Canada Life Investment Management portfolio positioning is about resilience, not a single oil call

For portfolios, the issue is not whether inflation has been defeated. It is whether the price shock changes the path of growth, rates and earnings.


At this stage, the evidence does not point to a broad inflation reacceleration in Canada. The more likely near-term impact is a temporary lift to headline inflation through energy, partly offset by fiscal relief and Canada’s terms-of-trade benefit. The softer labour market reinforces that view, although it also leaves less room for households to absorb another sustained increase in energy and transportation costs.


In our view, this continues to support a balanced portfolio construction lens rather than a single macro call on oil or inflation.


Within our equity exposure, we continue to emphasize quality, cash-flow discipline and margin resilience, particularly where higher input costs can pressure earnings. In fixed income, we continue to view the asset class as an important source of portfolio stability as the rate cycle matures, while remaining mindful that renewed inflation volatility can affect duration exposure. Our use of real asset and resource-linked exposures reflects the view that supply shocks, fiscal pressure and geopolitical risk are likely to remain more frequent than in the pre-pandemic cycle.


The broader point is that inflation has slowed, but the price level has not reset. Canada has handled the adjustment better than many energy-importing economies, but less well than one might expect from a net energy exporter.

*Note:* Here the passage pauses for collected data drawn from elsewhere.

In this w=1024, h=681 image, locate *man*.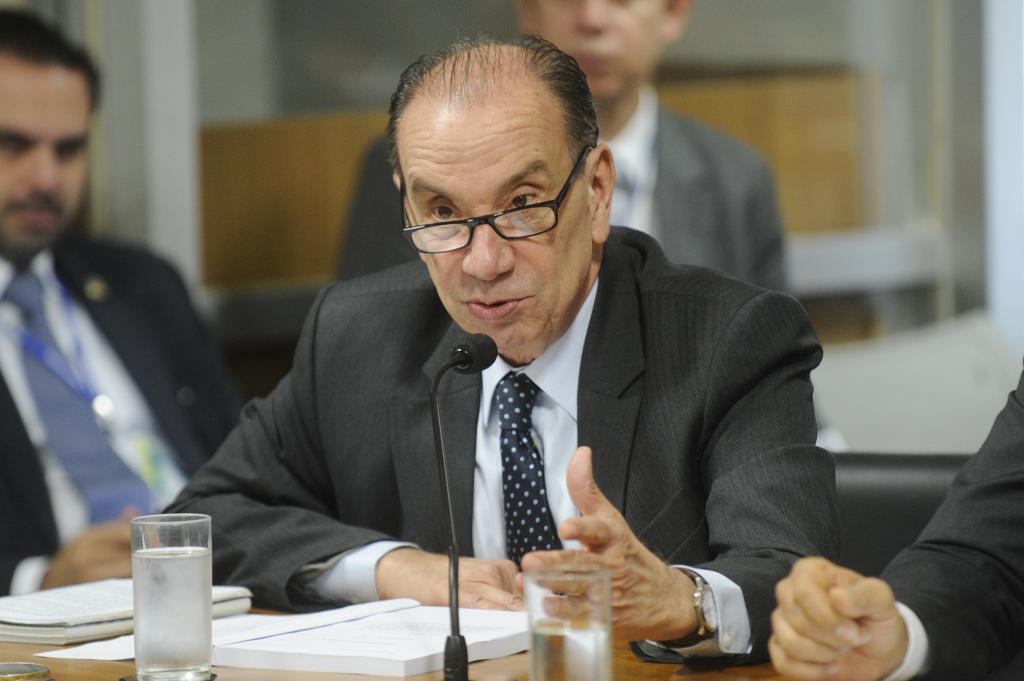
Bounding box: box=[140, 40, 839, 645].
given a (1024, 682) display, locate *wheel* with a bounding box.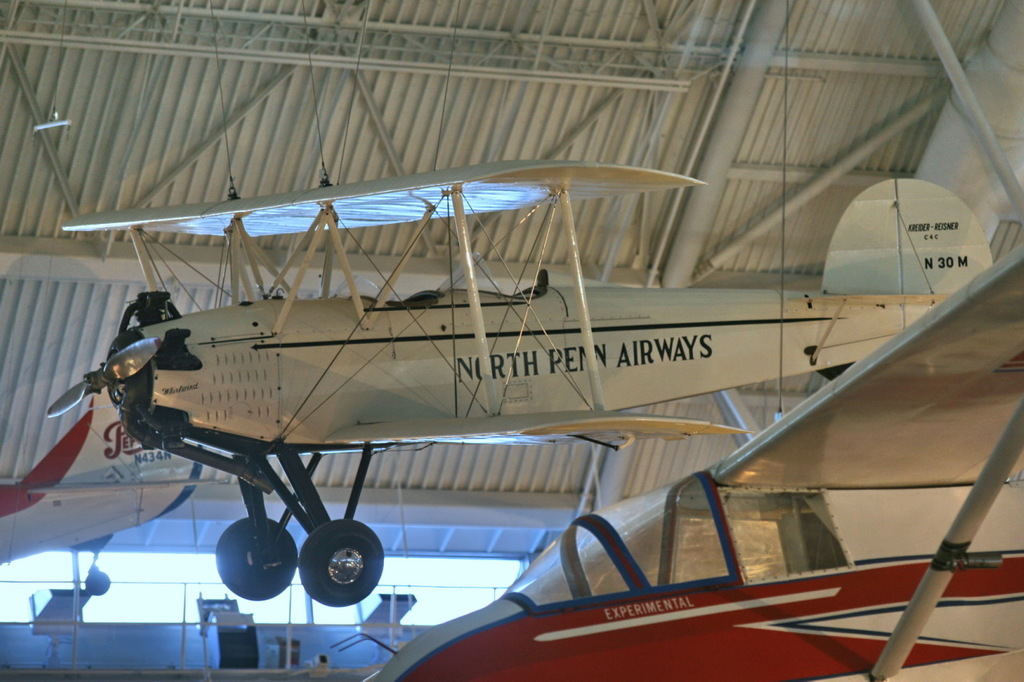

The difference lies in transmission.


The focus should be on whether higher prices flow through to incomes, investment, fiscal capacity and confidence, or whether they simply become another squeeze on households already living with a permanently higher cost base.


Sincerely,

Corrado Tiralongo (he/him)

Vice President, Asset Allocation & Chief Investment Officer

Canada Life Investment Management Ltd.

1 Statistics Canada

2 Statistics Canada


The views expressed in this commentary are those of Canada Life Investment Management Ltd. as at the date of publication and are subject to change without notice. This commentary is presented only as a general source of information and is not intended as a solicitation to buy or sell specific investments, nor is it intended to provide tax or legal advice. Prospective investors should review the offering documents relating to any investment carefully before making an investment decision and should ask their financial security advisor for advice based on their specific circumstances. 


This material may contain forward-looking information that reflects our or third-party current expectations or forecasts of future events. Forward-looking information is inherently subject to, among other things, risks, uncertainties and assumptions that could cause actual results to differ materially from those expressed herein. These risks, uncertainties and assumptions include, without limitation, general economic, political and market factors, interest and foreign exchange rates, the volatility of equity and capital markets, business competition, technological change, changes in government regulations, changes in tax laws, unexpected judicial or regulatory proceedings and catastrophic events. Please consider these and other factors carefully and not place undue reliance on forward-looking information. The forward-looking information contained herein is current only as of May 11, 2026. There should be no expectation that such information will in all circumstances be updated, supplemented or revised whether as a result of new information, changing circumstances, future events or otherwise.